A marketing qualified lead (MQL) is a prospect that has been evaluated against predefined criteria and determined to be ready for sales engagement. The MQL designation signals that the lead has demonstrated sufficient fit (matching the ideal customer profile) and engagement (taking actions that indicate buying interest) to warrant direct outreach from a sales representative or channel partner.
From lead capture to MQL designation
The MQL is a stage in the lead lifecycle that marks the handoff point between marketing and sales. The process that produces an MQL follows a defined sequence:
- Lead capture. A prospect enters the system through a form fill, event registration, content download, or other conversion point.
- Data enrichment. The lead record is supplemented with firmographic data (company size, industry, location, technology stack) and behavioral data (pages visited, content consumed, emails opened).

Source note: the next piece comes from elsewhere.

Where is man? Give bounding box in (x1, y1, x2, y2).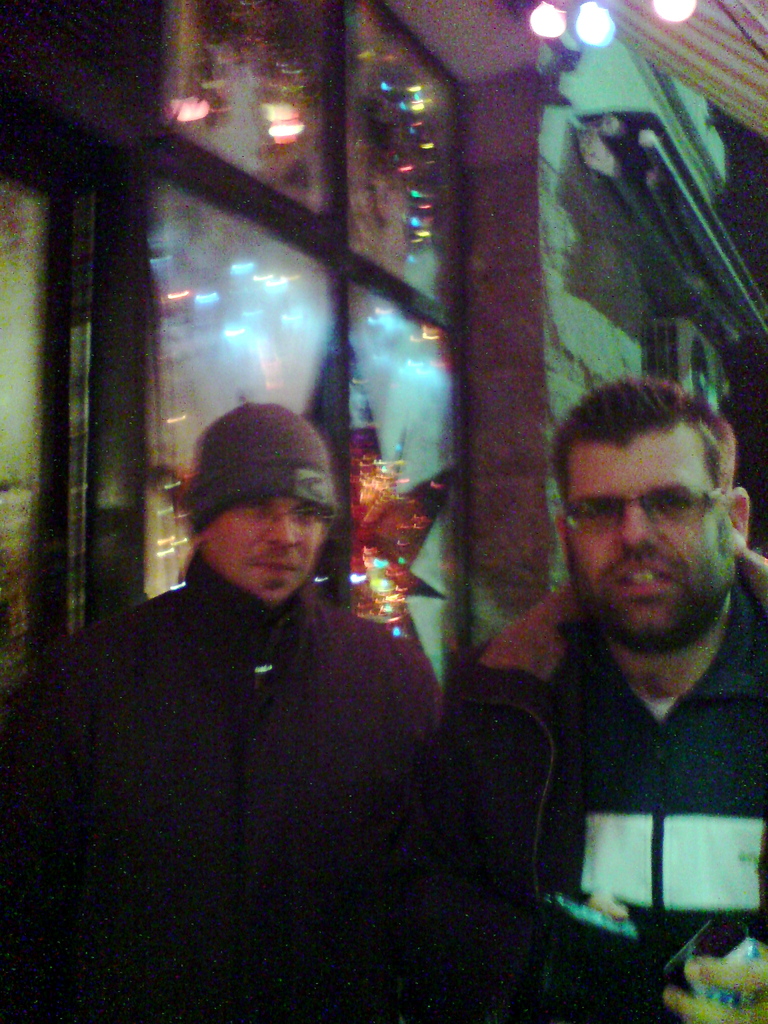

- Scoring. A lead scoring model assigns points based on fit attributes and engagement actions. Fit criteria might include company size, job title, and industry, while engagement criteria might include visiting the pricing page, attending a product webinar, or downloading a solution brief.
- Threshold evaluation. When the lead’s score crosses a defined threshold, the system automatically promotes the lead to MQL status.

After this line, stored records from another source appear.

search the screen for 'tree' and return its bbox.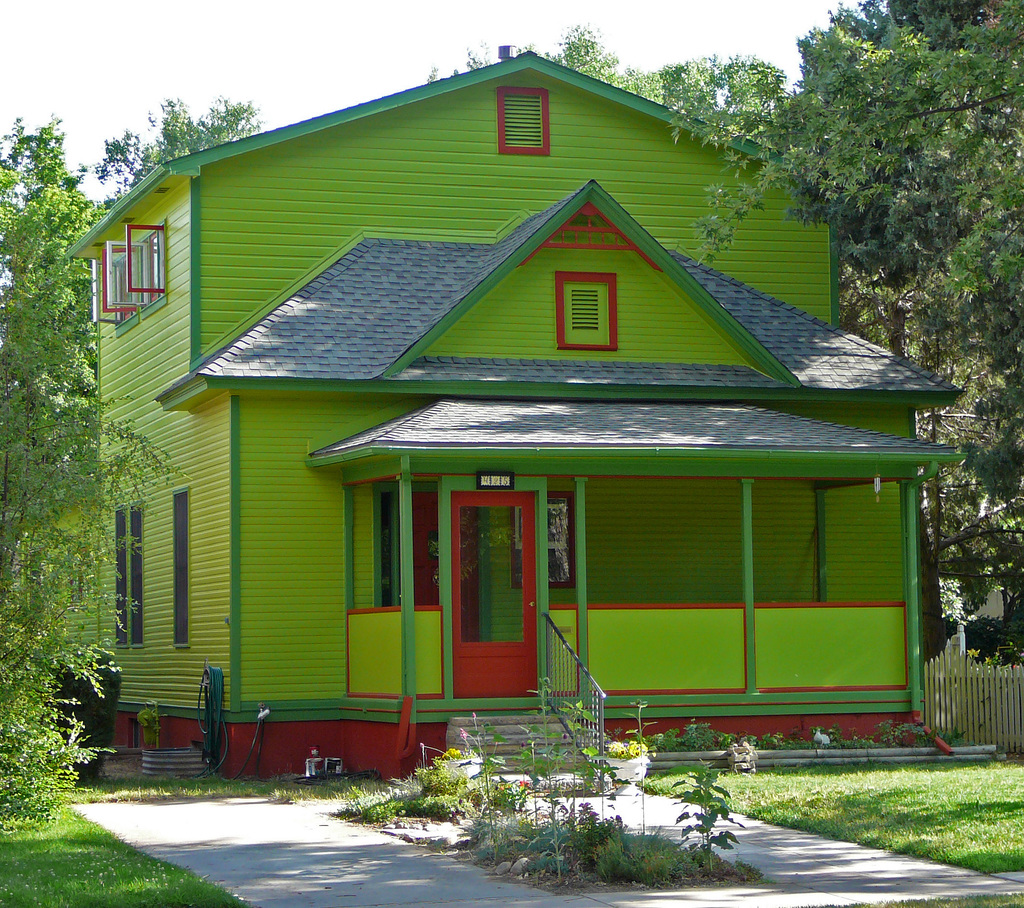
Found: (82,85,266,202).
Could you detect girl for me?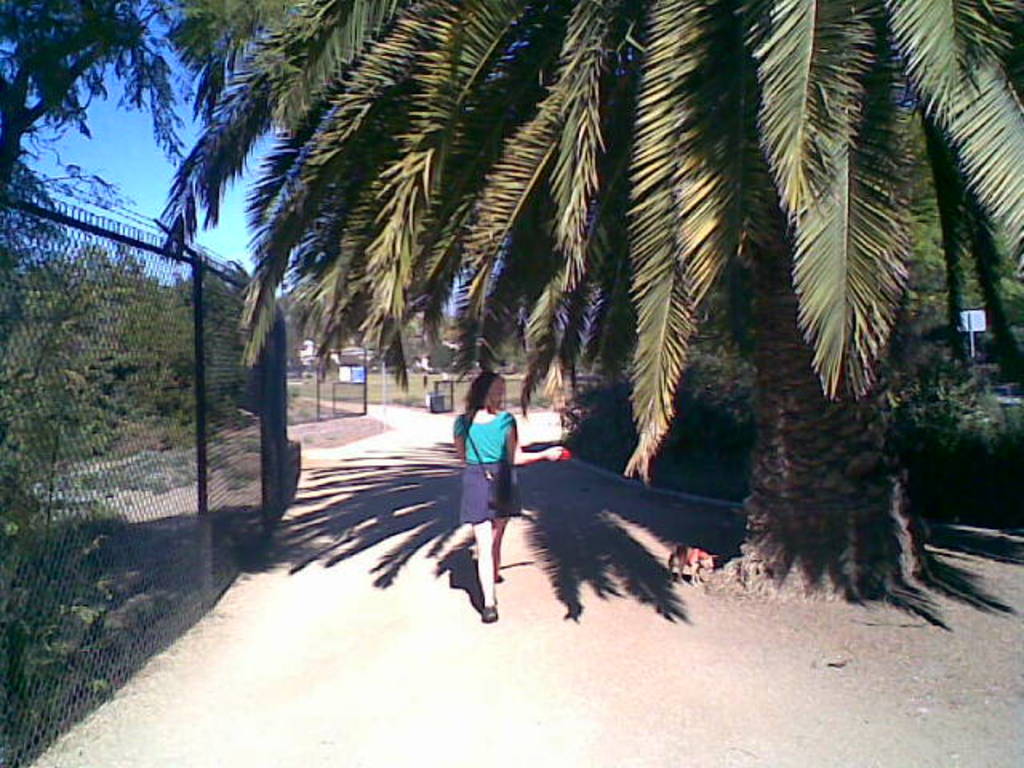
Detection result: <bbox>432, 360, 528, 587</bbox>.
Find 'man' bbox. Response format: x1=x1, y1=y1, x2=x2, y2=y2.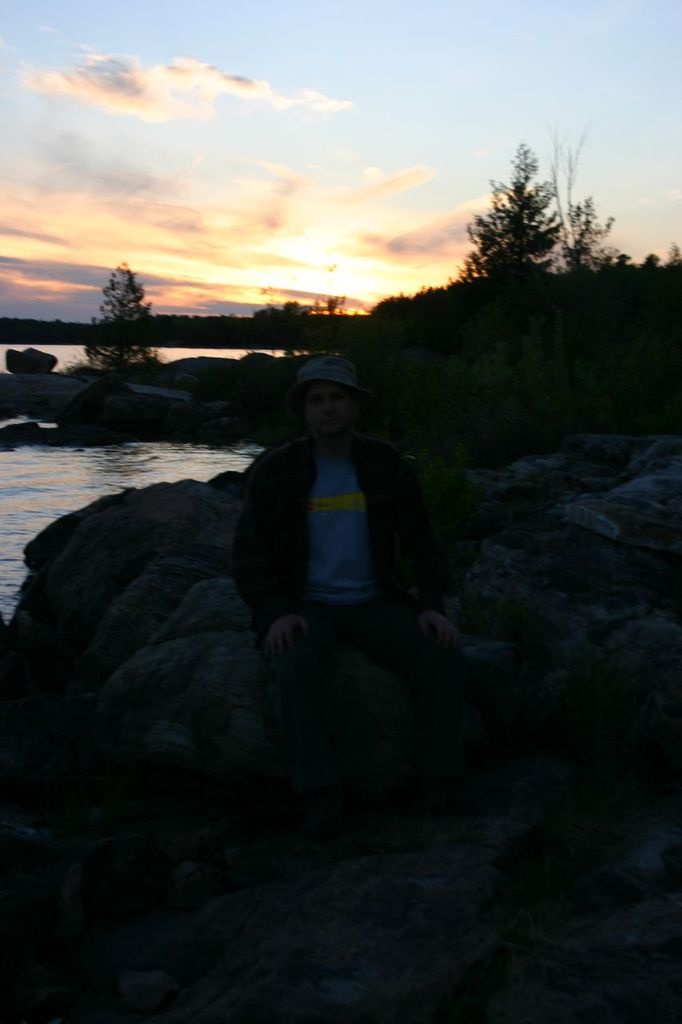
x1=232, y1=350, x2=462, y2=801.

- Routing. The MQL is routed to a sales development representative (SDR) for direct follow-up, or distributed to a channel partner through the lead distribution system.
- Acceptance or rejection. The receiving party reviews the MQL and either accepts it (advancing it to sales accepted lead status) or rejects it with a reason code. Rejection data feeds back into scoring model calibration.
Aligning marketing and sales through a shared definition
The MQL concept exists to solve a fundamental tension between marketing and sales: marketing generates volume while sales needs quality. Without a shared definition of “qualified,” marketing teams pass leads that sales considers worthless, and sales teams ignore leads that marketing worked hard to generate.
An agreed-upon MQL definition creates a shared language. Both teams know exactly what criteria a lead must meet before it crosses the boundary, which reduces finger-pointing, improves conversion rates, and ensures that neither marketing nor sales wastes time on contacts that are not ready.
In channel programs, the MQL definition carries additional weight because leads distributed to partners carry the vendor’s credibility. If partners consistently receive MQLs that do not convert, they stop trusting the vendor’s leads and disengage from the lead distribution program entirely. A well-calibrated MQL definition protects the partner relationship.
Scoring criteria, stage transitions, and common problems
MQL criteria examples
| Category | Criteria | Score contribution |
|---|---|---|
| Fit | Company size: 100-5,000 employees | +15 |
| Job title: Director or above | +15 | |
| Industry: target vertical | +10 | |
| Geography: served region | +5 | |
| Engagement | Requested a demo or trial | +30 |
| Attended a product webinar | +20 | |
| Visited pricing page | +15 | |
| Downloaded solution-level content | +10 | |
| Opened 3+ nurture emails | +5 | |
| Negative signals | Competitor employee | -50 |
| Student or academic email | -40 | |
| No activity in 30 days | -15 | |
| MQL threshold | 75 points |
MQL vs. SQL
The MQL is a marketing-defined stage, while the sales qualified lead (SQL) is a sales-defined stage that comes after direct human qualification.
| Dimension | MQL | SQL |
|---|---|---|
| Defined by | Marketing (scoring model) | Sales (direct conversation) |
| Validation method | Automated scoring based on fit + engagement | Human conversation confirming need, budget, timeline, authority |
| Next step | Routed to SDR or partner for follow-up | Converted to a sales opportunity and entered into pipeline |
| Rejection rate | Typically 20-40% of MQLs are rejected by sales | Lower; SQLs have been vetted through conversation |
Common MQL problems
- Inflated MQL volume: Marketing teams under pressure to hit MQL targets may lower the scoring threshold, producing more MQLs that are less qualified. This increases volume but decreases conversion rates and frustrates sales.
- Stale MQLs: Leads that scored well months ago but have not been contacted lose their buying intent. Time-based score decay and prompt routing mitigate this.
- Misaligned definitions: If marketing and sales (or the vendor and partner) do not agree on what constitutes an MQL, the handoff will always generate friction. Joint definition workshops and regular calibration reviews keep both sides aligned.
- Single-action MQLs: Promoting a lead to MQL status based on a single high-value action (like downloading a white paper) without considering overall fit often produces false positives. The best models require threshold scores across both fit and engagement dimensions.